Don't over-smoke: Butter absorbs smoke aggressively. More than 30 minutes and it starts tasting acrid and bitter. Keep it to the 20-30 minute window and you'll be in the sweet spot.

How to Use Smoked Butter

Everywhere you'd use regular butter, smoked butter is better:

  • On fresh cornbread straight from the oven
  • Melted over a grilled steak as a finishing butter
  • On baked potatoes (especially smoked baked potatoes)
  • Tossed with popcorn for movie night
  • Stirred into grits or mashed potatoes
  • Spread on a warm dinner roll
Gift idea: Wrap smoked butter logs in parchment paper, then in butcher paper, and tie with kitchen twine. Add a label with the wood type used. This makes an incredible homemade gift for anyone who cooks. It keeps 2-3 weeks refrigerated or 6 months frozen.

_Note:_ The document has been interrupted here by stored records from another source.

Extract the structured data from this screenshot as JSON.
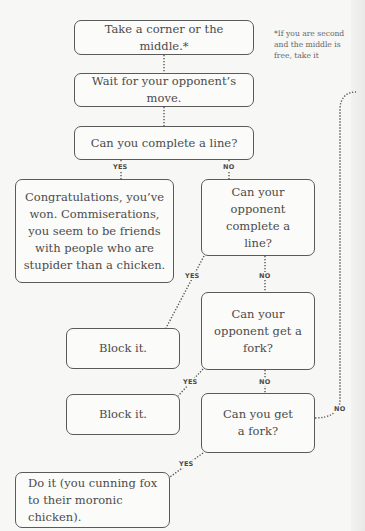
{
  "diagram": {
    "type": "flowchart",
    "topic": "Tic-tac-toe strategy",
    "note": "*If you are second and the middle is free, take it",
    "nodes": [
      {
        "id": "start",
        "text": "Take a corner or the middle.*"
      },
      {
        "id": "wait",
        "text": "Wait for your opponent’s move."
      },
      {
        "id": "q_complete",
        "text": "Can you complete a line?"
      },
      {
        "id": "won",
        "text": "Congratulations, you’ve won. Commiserations, you seem to be friends with people who are stupider than a chicken."
      },
      {
        "id": "q_opp_complete",
        "text": "Can your opponent complete a line?"
      },
      {
        "id": "block1",
        "text": "Block it."
      },
      {
        "id": "q_opp_fork",
        "text": "Can your opponent get a fork?"
      },
      {
        "id": "block2",
        "text": "Block it."
      },
      {
        "id": "q_fork",
        "text": "Can you get a fork?"
      },
      {
        "id": "do_it",
        "text": "Do it (you cunning fox to their moronic chicken)."
      }
    ],
    "edges": [
      {
        "from": "start",
        "to": "wait",
        "label": ""
      },
      {
        "from": "wait",
        "to": "q_complete",
        "label": ""
      },
      {
        "from": "q_complete",
        "to": "won",
        "label": "YES"
      },
      {
        "from": "q_complete",
        "to": "q_opp_complete",
        "label": "NO"
      },
      {
        "from": "q_opp_complete",
        "to": "block1",
        "label": "YES"
      },
      {
        "from": "q_opp_complete",
        "to": "q_opp_fork",
        "label": "NO"
      },
      {
        "from": "q_opp_fork",
        "to": "block2",
        "label": "YES"
      },
      {
        "from": "q_opp_fork",
        "to": "q_fork",
        "label": "NO"
      },
      {
        "from": "q_fork",
        "to": "do_it",
        "label": "YES"
      },
      {
        "from": "q_fork",
        "to": "continues-off-page",
        "label": "NO"
      }
    ],
    "labels": {
      "yes": "YES",
      "no": "NO"
    },
    "colors": {
      "background": "#f7f7f5",
      "box_border": "#5a5a5a",
      "text": "#4b4b4b",
      "connector": "#555555"
    }
  }
}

Once you try smoked butter, regular butter starts feeling like it's missing something. Because it is.

πŸ”₯Disclaimer: This article is for informational purposes only. Grilling with charcoal, gas, or briquettes carries risks β€” from flare-ups and burns to carbon monoxide poisoning. Never grill in enclosed spaces, keep the grill at least 5 feet from flammable materials, and verify meat internal temperatures with a thermometer (poultry min. 165Β°F / 75Β°C, ground meat min. 160Β°F / 70Β°C, beef steaks safe rare at 130Β°F+ if surface-seared).

Published by the Backyard BBQ Grill editorial team. Published July 12, 2026.

Editorial responsibility: see Imprint.